I am creating a voting database. The customer wants the users to be able to vote for an item in a list only once and then the item will be removed from the list for that user. I thought it would be best to keep a list of the names of the items the user has voted for.
Should I keep the list of voted for items for each user as one large table with (user-id, item-id) pairs or should I create a table for each user in which I store the list of item-ids they have voted for or should I create a flat file for each user in which I store a list of item-ids they have voted for? What are the advantages and disadvantages of each method?
"Customer" is an entity, and is usually a table on its own. "Fred Smith" is an instance of a customer entity, and should be a row in the customer table.
I'd also think about indexing the customer_id field for quicker lookups if you're going to reference it that way.
Sean
Sean: I have a "customer" table with "Fred Smith" as a row in the table. This table is indexed on user-id. How do I store the fact that Fred has voted for item-1, item-3, and item-5 and then he can com back tomorrow and vote for item-2, but not the items already voted for?
Not really, presuming that you have an index on (user_id,item_id).
If you put each user in its own table -- the system still has to find somehow which table to use, and it will most probably use some implicit indexing or search in directories to do so. Don't assume that since you know table name, there is no cost in accessing it.
Whereas explicit index you create on that single table is optimised by the sql engine, cached in memory and so on.
Not to mention that if you use mysql/myisam tables -- it's 3 files per table -- another performance hit and you're likely to hit max. open files limit as well.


**Problem statement**
For the word "Global", tally the lines of the data that contain it and give the tally alone.

[Element data from apps and pages]
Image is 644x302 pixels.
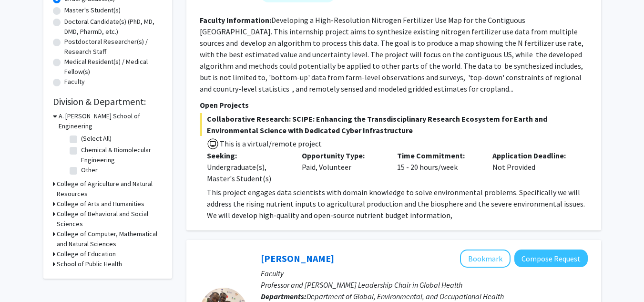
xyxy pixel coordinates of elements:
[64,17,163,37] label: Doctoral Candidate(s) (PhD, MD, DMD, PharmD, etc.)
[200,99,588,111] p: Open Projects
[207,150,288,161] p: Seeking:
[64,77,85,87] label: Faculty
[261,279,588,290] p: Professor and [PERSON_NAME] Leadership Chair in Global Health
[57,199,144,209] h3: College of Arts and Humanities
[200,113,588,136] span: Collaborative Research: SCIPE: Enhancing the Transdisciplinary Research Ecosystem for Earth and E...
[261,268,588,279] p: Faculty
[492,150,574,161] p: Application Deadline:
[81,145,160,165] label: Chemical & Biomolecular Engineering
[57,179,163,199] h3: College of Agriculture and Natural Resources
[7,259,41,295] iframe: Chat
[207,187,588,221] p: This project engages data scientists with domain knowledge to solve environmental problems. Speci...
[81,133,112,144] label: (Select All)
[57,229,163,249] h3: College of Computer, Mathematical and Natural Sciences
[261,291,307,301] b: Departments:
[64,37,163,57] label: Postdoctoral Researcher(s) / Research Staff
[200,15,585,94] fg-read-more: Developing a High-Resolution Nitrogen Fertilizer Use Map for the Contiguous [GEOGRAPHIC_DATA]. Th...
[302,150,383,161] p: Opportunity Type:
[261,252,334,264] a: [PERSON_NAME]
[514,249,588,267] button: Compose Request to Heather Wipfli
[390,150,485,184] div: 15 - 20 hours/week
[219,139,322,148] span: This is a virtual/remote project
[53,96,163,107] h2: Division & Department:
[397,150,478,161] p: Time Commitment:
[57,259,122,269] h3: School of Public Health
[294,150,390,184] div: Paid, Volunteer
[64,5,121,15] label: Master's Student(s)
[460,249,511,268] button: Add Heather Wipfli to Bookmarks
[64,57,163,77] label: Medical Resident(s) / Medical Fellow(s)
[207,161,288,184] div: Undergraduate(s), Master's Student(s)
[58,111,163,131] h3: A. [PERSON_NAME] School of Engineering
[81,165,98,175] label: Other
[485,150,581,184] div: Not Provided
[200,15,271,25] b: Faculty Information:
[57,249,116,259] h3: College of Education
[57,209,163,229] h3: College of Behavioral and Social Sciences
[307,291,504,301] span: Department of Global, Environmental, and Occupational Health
...
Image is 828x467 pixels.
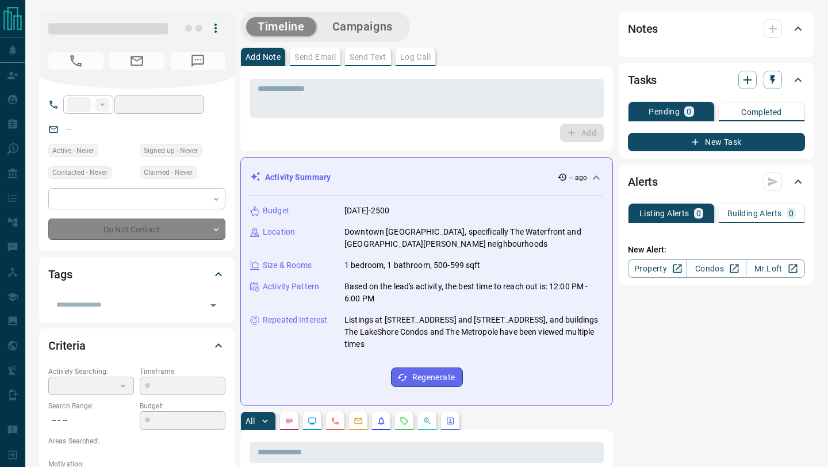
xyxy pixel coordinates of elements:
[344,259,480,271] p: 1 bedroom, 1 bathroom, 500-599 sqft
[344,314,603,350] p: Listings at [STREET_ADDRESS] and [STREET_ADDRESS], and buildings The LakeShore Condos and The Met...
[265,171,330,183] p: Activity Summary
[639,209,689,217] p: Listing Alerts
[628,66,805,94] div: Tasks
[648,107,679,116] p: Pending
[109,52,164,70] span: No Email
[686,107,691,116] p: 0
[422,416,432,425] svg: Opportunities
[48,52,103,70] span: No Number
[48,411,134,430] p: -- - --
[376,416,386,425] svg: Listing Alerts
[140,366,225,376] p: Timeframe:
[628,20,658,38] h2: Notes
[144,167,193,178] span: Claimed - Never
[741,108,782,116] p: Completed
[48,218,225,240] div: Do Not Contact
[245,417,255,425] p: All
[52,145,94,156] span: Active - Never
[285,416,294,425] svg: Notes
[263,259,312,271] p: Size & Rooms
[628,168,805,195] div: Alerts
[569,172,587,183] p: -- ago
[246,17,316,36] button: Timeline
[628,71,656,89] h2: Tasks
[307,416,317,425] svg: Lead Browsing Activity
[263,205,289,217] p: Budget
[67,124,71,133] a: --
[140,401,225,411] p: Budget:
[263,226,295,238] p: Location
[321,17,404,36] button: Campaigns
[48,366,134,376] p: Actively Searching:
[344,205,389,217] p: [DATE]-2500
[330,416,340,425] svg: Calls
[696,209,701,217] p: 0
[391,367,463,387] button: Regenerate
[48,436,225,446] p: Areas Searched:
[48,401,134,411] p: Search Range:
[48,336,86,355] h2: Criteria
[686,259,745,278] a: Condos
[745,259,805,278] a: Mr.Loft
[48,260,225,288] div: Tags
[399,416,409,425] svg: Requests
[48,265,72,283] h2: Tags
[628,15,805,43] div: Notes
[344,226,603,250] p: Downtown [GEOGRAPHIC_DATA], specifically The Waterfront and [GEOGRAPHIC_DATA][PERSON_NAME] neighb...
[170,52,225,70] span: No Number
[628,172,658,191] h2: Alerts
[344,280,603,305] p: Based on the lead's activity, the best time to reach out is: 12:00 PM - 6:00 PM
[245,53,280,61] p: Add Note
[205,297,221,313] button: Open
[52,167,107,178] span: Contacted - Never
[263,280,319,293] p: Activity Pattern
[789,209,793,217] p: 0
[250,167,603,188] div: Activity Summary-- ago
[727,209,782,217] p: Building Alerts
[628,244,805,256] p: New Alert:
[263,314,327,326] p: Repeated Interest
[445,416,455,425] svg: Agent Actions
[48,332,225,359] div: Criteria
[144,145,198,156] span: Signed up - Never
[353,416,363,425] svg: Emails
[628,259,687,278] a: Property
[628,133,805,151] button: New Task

**Completed task**
2